● INSTRUCTIONS FOR THE TASK
Please write every entry out again, exactly as it reads below.

● DATASET RECORDS
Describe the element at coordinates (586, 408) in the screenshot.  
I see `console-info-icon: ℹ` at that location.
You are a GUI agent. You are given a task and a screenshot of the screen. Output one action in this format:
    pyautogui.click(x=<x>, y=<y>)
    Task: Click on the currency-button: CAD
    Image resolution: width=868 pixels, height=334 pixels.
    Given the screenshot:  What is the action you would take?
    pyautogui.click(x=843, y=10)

● RESULT FOR THIS TASK
Describe the element at coordinates (586, 408) in the screenshot.  
I see `console-info-icon: ℹ` at that location.
You are a GUI agent. You are given a task and a screenshot of the screen. Output one action in this format:
    pyautogui.click(x=<x>, y=<y>)
    Task: Click on the currency-button: CAD
    Image resolution: width=868 pixels, height=334 pixels.
    Given the screenshot:  What is the action you would take?
    pyautogui.click(x=843, y=10)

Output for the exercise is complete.